Look at those rolls!

They wipe her off, immediately place her on my chest. Little tiny whimpers.

They are sewing me up: For some reason, this pain feels worse than the labor pains, worse than the pushing and crowning and all that, and all I can think is that I want this pain to stop so that I can look at my baby’s face. I want to tell them, look, if this is about fixing some physical deformity in my nether regions, just leave it.

I cry out when the needle goes in—sharp, silver, stinging—and the baby cries when I do. I comfort her: it’s ok, it’s ok. She calms down. The needle goes in again; I cry out again—she cries again—I comfort her again–she quiets down.

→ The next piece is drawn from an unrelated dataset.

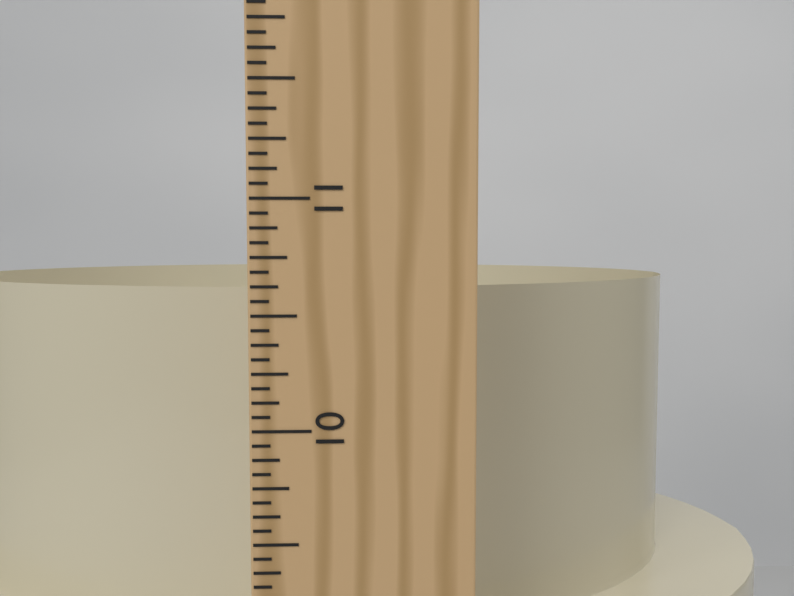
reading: 10.5625 in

Somewhere in all this I turn to my husband and say, that was the hardest thing I’ve ever done, and I couldn’t have done it without you.

“You did great,” the doctor tells me. “You should do this again soon.”

Is he kidding?

They put the baby to my breast, and I fall asleep nursing her. There is a picture of me, naked from the waist up, mouth hanging open, baby on the breast.

The day that followed was a blur of joy and pain. They took her and weighed her: 9 lbs, 4 oz. They brought me food. Had me rest while my husband did the bathing tutorial. Calls to friends and family. Visit from sis-in-law and mother-in-law. A few hours after the birth, they had me stand up—and I passed out.

Do you know where you are? They asked me.

Did I just have a baby? I asked, the wonder of it coming to me anew.

The nurses asked visitors to leave: I needed to rest. Blood pressure. Heart rate. Blood loss.

That night they swaddled her and laid her in a clear glass bassinet across the room from me. I saw my little girl’s eyes through the glass, looking at me. Distinctively-shaped eyes that everyone had remarked on. She seemed just as curious about me as I was about her.

A day and a half later I put on a red and white striped maternity dress I’d outgrown in the last trimester, and we dressed Freckles in a footed PJ outfit her daddy wore when he was born, and I was wheeled out in a wheelchair, and we put her in the car seat, all of us looking at each other in wonder.

The next day, after much deliberation, she got her name– Audra Leora Brecken: Strength, Light, Freckles.